MB Sep | Deadly Inaction

And lack of civic culture of the majority of the population, translating into less social pressure, contrary to what happens, for example, in our neighbouring SAR. 

Typhoon Hato was devastating but the devastation was all the greater due to the government’s failure to prevent – and neglect, and in many cases – the greed of Macau’s economic agents who continue to provide poor services but to charge exorbitant prices, taking advantage of the continuous lack of supervision and the almost non-existence of any form of accountability. 

Typhoon Hato was violent because it was a direct hit. Macau, in recent years, has been almost unscathed because other typhoons have only given the city a glancing blow. Hato left a trail of destruction and death in Macau because the city is far from having an educated elite at the level of other cities in the region: Hong Kong, Singapore, Tokyo, Seoul. 

As long as the government does not bet as it should on the infrastructure of the city, monitoring how it is obliged, demanding not the minimum quality but the maximum, punishing those who rampage in materials and work, then other catastrophes are inevitable. As long as it continues to deliver work and services to friends and friends of friends, via direct awards no-one contests because the population lives in the shadow of compensation schemes, then other misfortunes will occur. 

And Macau – instead of suffering only material damage, inevitably visited by the passage of typhoons – will continue to mourn chaos and death. Because when you have a policy of disengagement on the level of a third world country, we will always have to face the consequences inherent in third world disasters.  

Because we do not invest as we should be in the preparation of the city. With the best competitors, not with the friends of our friends because we are part of this or that tribe. Because we do not hold governments, political decision-makers and economic agents accountable for self-interested acts and for not thinking about the collective. In the future. 

The result was predictable. Unable to act – for lack of planning and timely execution and quality – the city did what it did despite knowing it should do better. It reacted. And in that did a good job. 

In the wake of the disaster it was at least satisfactory to see how government services and civil society were united around a common goal. What must be demanded is that this happen before and not afterwards. By planning and executing ahead of ill consequences, not after evil happens, because it has to be, inbetween apologetic excuses and sad faces in front of the media.  


Scapegoat 

As always in these cases, the weakest link was sacrificed, with a witch hunt for the director of the Meteorological and Geophysical Services. 

It is true that these services have never been exceptional but is it worth noting that if one could have raised the alarm a couple of hours ahead of time that the outcome would not have been different?  

Because the structures are poorly constructed, the materials are of poor quality, and the government does not supervise, divorced for years from its function. And does what is predictable in states that will never reach the required level of development. And accepts the head of the first sacrificial animal to appease the wrath of the population, distributes money – since it does not use it as it should, in the first place – to guarantee the silence of the victims. And nothing else happens.  

Until the next catastrophe: when the rest of it becomes a media circus. 

 PS – This was the title of a Reuters article appearing in the New York Times and other international media: ‘Behind glitz of casinos, typhoon exposes Macau’s infrastructure woes’. We should all, therefore, be congratulated. 

 


Change of disc, same tune 

One of the main accusations against the Macao Government is that it is not proactive. It is passive. It does not act. It reacts. And is almost always late, and often wrong. 

The exception would have been the reaction to a catastrophe originated by Hato. Because the possibility of manifestations of displeasure had already been anticipated if nothing was done. Social unrest continues to scare any state, totalitarian or otherwise, the most. 

Something similar, although way smaller, happened during the recent deaths on construction sites which led to the halting of work on mega-structures for two weeks. An episode that demonstrated the weakness of the Labour Affairs Bureau. A Bureau that might reach the level of inability of the former Secretary Lau Sio Io whose performance Macau is still suffering the consequences of today. 

Well may (government) television propagate that the director and sub-directors of the DSAL were ahead of the teams of inspectors who checked dozens of construction sites following the latest deaths. This is news only because it rarely occurs. It is not often that these VIP’s exit their air conditioned offices to do some groundwork.  

But they should go more often to check in situ what is happening, and not only when the pressure of society speaks louder, for it is unacceptable that so much death occurs that even the population, as silent as it usually is, makes itself heard. 

The director and sub-directors should go to the shipyards more often. And they should be held accountable for those not being inspected more regularly. By letting the laxity and irresponsibility of contractors and sub-contractors and possibly the laziness of workers put lives at risk.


Exercise prompt: From the listing below, pull each line that includes "swatch".

Information given:
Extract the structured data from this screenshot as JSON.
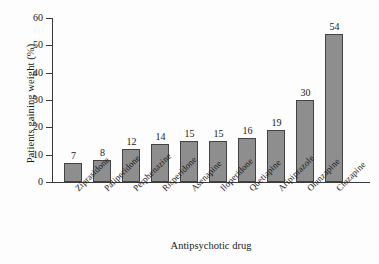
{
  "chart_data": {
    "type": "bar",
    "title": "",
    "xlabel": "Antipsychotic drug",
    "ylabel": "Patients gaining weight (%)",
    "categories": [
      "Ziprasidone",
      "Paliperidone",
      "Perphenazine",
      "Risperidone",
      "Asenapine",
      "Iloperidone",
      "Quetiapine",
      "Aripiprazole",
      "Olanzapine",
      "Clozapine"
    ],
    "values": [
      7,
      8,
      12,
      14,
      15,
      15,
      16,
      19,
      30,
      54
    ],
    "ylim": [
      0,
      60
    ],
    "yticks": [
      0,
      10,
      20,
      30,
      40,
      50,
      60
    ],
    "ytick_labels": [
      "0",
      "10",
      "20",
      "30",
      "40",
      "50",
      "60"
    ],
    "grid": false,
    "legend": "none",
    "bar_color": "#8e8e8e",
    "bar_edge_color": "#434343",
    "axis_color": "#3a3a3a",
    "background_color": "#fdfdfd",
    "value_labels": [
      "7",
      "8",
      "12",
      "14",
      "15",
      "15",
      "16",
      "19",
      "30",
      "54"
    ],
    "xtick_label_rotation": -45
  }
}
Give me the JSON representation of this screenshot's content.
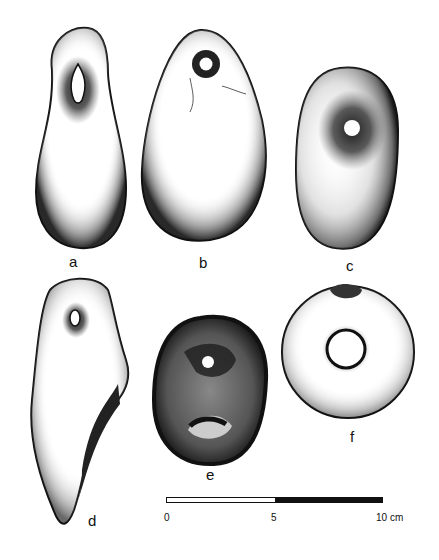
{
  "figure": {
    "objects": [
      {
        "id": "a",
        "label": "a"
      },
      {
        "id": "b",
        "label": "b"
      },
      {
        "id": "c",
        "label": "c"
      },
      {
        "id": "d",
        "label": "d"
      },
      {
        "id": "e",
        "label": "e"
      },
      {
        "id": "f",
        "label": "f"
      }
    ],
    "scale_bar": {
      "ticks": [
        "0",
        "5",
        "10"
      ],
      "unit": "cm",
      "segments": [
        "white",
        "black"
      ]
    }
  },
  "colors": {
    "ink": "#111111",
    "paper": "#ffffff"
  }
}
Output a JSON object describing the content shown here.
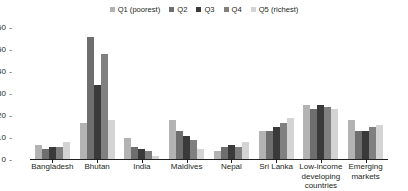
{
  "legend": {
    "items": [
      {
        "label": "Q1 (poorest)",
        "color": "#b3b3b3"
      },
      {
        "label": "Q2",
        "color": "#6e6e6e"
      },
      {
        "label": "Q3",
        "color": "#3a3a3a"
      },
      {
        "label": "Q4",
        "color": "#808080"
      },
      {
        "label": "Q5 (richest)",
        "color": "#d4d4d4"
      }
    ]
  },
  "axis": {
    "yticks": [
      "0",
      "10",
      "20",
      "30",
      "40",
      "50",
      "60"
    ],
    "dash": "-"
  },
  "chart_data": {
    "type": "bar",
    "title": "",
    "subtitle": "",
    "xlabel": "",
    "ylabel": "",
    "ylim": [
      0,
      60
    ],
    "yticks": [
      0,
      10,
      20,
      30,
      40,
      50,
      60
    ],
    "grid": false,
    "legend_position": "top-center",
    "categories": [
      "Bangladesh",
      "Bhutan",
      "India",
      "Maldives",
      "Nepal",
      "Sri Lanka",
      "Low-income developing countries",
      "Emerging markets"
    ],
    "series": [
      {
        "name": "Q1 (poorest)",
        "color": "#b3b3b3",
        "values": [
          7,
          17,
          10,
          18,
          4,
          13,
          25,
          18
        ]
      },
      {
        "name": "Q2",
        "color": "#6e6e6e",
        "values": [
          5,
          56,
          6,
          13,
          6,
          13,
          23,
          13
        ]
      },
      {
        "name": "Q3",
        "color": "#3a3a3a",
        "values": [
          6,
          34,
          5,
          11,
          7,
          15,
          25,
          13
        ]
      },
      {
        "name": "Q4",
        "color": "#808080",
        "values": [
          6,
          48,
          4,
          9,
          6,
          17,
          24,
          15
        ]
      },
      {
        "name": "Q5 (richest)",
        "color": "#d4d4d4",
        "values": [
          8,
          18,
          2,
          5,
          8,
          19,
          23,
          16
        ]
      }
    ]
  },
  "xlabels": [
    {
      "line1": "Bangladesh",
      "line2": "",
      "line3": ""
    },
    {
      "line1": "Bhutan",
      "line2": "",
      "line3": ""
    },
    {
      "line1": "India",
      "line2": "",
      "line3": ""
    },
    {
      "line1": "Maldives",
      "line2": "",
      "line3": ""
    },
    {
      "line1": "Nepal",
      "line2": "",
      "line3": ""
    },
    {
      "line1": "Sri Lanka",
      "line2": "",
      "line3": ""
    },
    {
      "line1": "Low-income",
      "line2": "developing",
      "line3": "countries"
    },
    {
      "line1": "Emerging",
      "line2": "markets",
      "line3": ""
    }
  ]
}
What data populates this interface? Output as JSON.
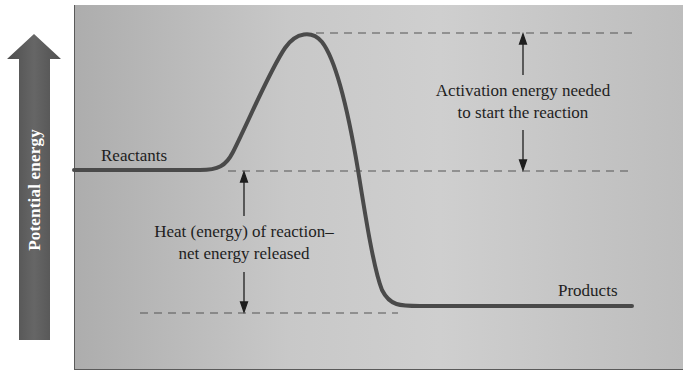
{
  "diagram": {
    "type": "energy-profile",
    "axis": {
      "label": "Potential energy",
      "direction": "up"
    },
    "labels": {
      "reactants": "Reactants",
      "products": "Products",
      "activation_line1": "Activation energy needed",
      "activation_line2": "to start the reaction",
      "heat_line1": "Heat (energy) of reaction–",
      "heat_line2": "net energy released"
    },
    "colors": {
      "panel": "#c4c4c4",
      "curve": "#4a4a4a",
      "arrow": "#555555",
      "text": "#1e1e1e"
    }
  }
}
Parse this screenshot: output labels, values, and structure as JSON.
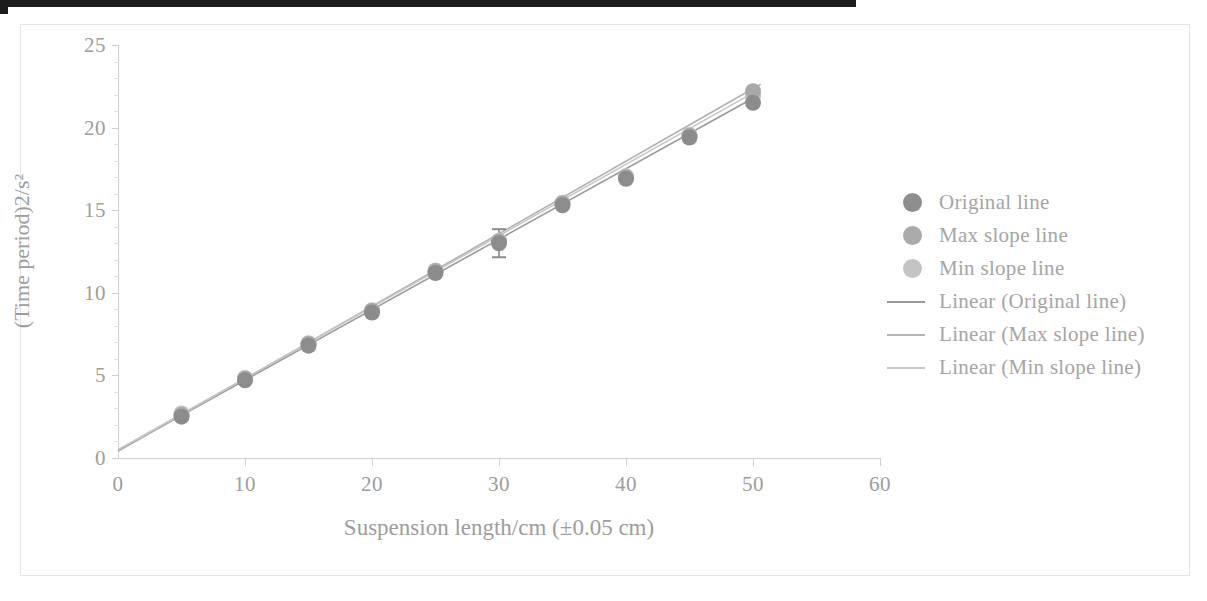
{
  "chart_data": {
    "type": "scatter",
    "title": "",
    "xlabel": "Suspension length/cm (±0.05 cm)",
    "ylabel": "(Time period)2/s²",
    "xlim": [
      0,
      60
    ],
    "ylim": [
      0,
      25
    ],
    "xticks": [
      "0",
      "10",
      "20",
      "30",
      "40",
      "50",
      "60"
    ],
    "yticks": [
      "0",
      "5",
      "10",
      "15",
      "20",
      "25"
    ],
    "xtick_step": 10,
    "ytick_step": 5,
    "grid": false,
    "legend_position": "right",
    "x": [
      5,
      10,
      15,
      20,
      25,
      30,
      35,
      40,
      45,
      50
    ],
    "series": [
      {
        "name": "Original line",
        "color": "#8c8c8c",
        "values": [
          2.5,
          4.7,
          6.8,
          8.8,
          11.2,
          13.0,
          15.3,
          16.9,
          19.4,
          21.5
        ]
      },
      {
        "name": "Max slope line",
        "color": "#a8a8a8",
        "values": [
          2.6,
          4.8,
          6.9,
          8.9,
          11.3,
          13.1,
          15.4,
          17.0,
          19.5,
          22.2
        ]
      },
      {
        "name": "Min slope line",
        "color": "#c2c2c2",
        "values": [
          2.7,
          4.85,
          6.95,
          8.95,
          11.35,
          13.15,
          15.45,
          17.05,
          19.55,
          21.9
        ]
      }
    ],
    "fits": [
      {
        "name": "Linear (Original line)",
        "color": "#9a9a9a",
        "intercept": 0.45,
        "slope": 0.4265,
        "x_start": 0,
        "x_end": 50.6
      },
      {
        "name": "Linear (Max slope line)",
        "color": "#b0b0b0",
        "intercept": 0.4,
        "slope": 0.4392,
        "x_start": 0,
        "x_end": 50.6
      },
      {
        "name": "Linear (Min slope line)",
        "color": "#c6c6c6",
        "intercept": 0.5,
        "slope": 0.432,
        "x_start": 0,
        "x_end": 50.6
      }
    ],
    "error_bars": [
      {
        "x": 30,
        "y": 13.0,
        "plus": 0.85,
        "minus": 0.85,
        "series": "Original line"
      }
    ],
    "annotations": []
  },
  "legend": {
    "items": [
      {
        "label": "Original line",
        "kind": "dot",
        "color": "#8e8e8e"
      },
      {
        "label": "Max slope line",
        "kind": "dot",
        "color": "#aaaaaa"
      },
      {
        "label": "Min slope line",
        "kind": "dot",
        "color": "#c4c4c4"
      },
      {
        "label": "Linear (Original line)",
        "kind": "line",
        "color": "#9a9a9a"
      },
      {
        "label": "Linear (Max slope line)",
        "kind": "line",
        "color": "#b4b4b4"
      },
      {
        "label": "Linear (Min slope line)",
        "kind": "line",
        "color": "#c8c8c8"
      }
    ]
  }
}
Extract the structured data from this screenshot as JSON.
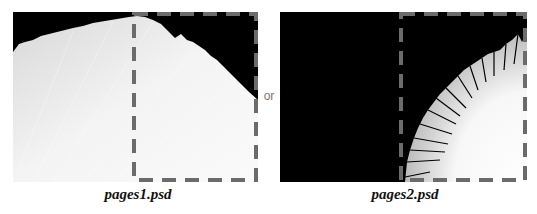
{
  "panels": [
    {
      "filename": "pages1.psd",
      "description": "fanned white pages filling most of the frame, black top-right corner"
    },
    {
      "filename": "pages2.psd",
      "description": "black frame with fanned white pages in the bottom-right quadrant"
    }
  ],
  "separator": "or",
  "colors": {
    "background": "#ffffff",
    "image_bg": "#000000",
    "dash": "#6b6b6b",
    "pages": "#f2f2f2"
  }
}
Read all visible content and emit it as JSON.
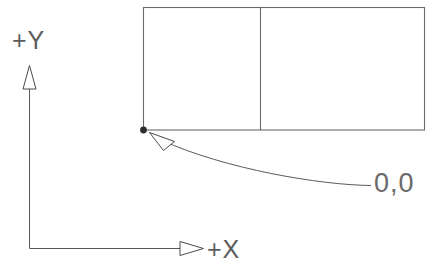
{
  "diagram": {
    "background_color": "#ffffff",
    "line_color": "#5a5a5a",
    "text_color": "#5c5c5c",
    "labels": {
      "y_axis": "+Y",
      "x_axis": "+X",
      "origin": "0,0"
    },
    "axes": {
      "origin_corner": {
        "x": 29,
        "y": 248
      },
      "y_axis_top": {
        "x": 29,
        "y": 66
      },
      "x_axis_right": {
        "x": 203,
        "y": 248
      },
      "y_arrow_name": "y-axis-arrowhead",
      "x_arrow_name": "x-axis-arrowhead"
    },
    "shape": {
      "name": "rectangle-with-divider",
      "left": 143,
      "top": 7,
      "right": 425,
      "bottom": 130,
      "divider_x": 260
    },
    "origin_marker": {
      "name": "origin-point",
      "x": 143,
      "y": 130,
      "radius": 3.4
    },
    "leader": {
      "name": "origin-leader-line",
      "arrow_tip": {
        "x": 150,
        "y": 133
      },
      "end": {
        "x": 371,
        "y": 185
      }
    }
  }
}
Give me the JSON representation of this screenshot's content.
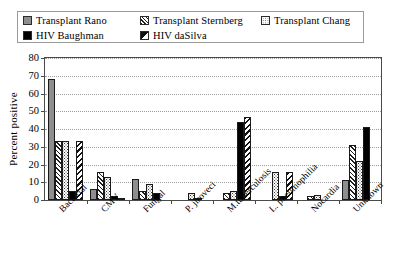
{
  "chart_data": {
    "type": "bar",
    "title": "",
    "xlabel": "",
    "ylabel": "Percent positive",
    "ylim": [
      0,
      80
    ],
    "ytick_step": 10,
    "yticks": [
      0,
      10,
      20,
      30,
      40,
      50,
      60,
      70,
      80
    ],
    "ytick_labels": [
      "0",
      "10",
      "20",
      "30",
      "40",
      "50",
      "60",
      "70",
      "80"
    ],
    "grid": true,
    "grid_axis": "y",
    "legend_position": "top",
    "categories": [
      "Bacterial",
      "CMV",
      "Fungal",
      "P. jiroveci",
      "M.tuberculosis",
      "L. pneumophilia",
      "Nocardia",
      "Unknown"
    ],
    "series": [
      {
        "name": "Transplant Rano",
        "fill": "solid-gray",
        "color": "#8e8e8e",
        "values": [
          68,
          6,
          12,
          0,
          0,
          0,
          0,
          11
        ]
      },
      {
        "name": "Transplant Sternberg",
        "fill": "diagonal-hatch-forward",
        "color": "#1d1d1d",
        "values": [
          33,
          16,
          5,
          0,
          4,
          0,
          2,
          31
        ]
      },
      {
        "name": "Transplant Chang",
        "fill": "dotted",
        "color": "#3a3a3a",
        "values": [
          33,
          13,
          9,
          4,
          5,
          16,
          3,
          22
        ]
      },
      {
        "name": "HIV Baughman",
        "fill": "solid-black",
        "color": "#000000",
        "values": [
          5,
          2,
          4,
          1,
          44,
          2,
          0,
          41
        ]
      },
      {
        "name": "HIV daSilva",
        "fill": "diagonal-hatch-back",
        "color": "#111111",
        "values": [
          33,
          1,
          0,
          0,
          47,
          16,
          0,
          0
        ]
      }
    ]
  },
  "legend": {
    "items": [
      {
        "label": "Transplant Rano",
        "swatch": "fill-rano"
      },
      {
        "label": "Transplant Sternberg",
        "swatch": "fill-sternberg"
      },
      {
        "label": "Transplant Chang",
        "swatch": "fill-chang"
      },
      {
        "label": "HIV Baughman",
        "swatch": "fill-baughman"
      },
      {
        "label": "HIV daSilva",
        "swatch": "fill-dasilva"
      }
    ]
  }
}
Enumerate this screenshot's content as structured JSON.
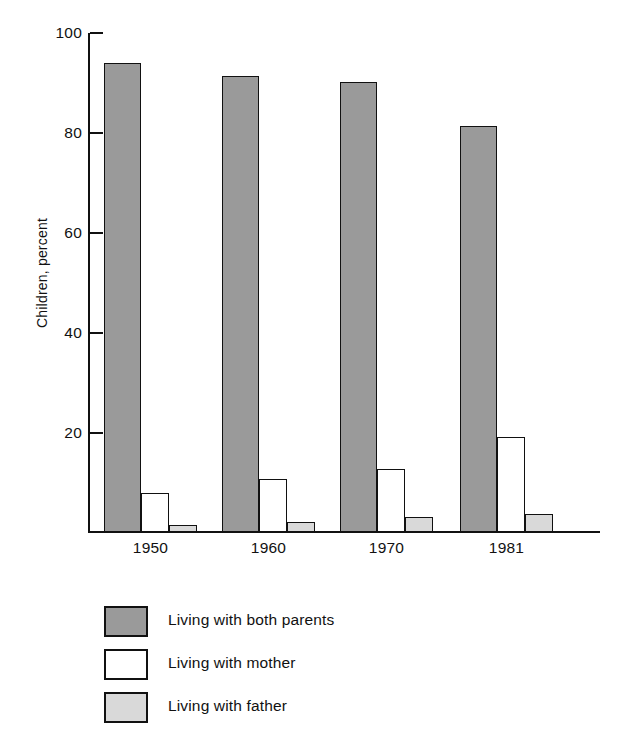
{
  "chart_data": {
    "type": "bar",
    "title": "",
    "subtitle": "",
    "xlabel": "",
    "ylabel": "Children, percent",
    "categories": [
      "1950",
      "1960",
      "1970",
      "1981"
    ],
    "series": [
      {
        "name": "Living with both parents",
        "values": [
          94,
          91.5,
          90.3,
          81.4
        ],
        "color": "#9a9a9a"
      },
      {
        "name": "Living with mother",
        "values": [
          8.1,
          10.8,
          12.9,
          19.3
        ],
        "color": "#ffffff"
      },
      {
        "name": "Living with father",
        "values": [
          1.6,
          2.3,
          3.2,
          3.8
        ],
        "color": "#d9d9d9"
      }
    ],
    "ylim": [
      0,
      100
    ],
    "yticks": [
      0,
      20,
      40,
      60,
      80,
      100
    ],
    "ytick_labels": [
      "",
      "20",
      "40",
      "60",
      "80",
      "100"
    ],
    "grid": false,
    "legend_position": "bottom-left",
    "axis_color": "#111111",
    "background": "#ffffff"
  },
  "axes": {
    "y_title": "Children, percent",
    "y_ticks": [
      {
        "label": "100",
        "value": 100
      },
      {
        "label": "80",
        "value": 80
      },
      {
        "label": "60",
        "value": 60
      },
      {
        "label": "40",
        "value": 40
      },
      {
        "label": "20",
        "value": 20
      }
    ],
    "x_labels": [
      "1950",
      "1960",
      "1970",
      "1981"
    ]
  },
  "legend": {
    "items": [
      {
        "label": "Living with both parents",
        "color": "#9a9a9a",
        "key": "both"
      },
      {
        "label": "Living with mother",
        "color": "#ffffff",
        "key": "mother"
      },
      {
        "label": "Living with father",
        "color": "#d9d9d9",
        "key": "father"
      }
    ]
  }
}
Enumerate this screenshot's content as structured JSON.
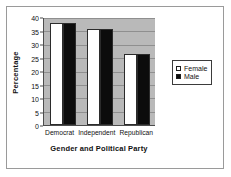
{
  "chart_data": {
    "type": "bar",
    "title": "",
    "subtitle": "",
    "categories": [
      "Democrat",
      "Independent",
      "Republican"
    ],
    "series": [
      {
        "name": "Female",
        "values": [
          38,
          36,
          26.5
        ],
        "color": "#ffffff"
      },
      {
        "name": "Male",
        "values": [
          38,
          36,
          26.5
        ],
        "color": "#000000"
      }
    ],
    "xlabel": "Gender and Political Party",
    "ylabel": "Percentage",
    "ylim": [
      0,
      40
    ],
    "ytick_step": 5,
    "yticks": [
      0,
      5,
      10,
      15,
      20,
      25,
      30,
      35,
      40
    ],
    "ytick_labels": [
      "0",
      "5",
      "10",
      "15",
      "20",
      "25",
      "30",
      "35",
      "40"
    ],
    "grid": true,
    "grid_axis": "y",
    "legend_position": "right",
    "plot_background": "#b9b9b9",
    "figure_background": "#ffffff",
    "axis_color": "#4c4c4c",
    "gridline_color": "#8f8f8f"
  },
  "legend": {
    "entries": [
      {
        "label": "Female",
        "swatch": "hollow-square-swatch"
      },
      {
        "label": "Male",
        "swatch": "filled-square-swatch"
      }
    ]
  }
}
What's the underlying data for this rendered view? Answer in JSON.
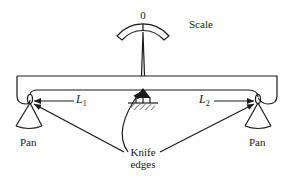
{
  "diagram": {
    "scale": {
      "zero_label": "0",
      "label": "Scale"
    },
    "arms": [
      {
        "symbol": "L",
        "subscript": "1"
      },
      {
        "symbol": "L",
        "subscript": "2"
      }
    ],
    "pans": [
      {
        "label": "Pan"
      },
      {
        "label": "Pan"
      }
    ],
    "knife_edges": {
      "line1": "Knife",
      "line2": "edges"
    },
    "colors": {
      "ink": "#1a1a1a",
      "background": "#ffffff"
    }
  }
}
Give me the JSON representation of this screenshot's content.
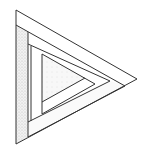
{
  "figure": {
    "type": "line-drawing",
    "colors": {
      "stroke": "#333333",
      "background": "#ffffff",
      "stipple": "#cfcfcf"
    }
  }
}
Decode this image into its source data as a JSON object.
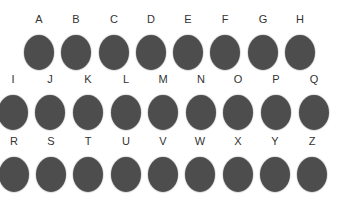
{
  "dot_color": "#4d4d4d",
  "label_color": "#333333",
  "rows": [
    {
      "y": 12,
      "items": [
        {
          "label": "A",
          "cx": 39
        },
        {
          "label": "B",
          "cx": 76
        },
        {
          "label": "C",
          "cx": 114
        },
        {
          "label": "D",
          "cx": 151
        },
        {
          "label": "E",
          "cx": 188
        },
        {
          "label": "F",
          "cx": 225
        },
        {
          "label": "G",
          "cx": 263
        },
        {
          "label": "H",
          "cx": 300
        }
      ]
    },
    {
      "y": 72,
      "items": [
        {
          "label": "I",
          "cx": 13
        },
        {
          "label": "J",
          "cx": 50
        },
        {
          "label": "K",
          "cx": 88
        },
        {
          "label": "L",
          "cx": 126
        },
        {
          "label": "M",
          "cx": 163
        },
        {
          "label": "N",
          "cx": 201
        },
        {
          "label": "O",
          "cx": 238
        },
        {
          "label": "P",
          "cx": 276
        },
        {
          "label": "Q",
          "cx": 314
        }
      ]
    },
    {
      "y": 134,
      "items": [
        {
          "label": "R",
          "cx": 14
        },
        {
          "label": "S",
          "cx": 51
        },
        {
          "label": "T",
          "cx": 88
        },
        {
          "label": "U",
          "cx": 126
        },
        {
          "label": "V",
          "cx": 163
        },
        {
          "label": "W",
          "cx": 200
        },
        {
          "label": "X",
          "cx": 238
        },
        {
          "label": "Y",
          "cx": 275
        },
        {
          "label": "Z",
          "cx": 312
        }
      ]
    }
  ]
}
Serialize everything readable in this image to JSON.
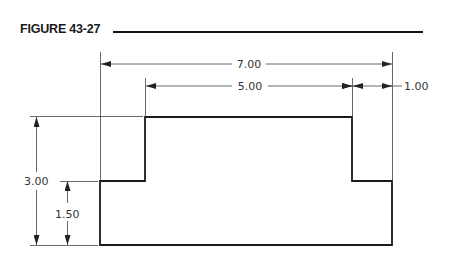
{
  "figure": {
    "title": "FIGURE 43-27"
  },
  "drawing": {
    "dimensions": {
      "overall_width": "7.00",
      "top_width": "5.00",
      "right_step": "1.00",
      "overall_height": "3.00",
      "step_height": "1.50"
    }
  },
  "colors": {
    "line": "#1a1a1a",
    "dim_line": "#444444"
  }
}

Result:
        "swatch": "fill-rano"
        "swatch": "fill-sternberg"
        "swatch": "fill-chang"
        "swatch": "fill-baughman"
        "swatch": "fill-dasilva"
        "swatch": "hollow-square-swatch"
        "swatch": "filled-square-swatch"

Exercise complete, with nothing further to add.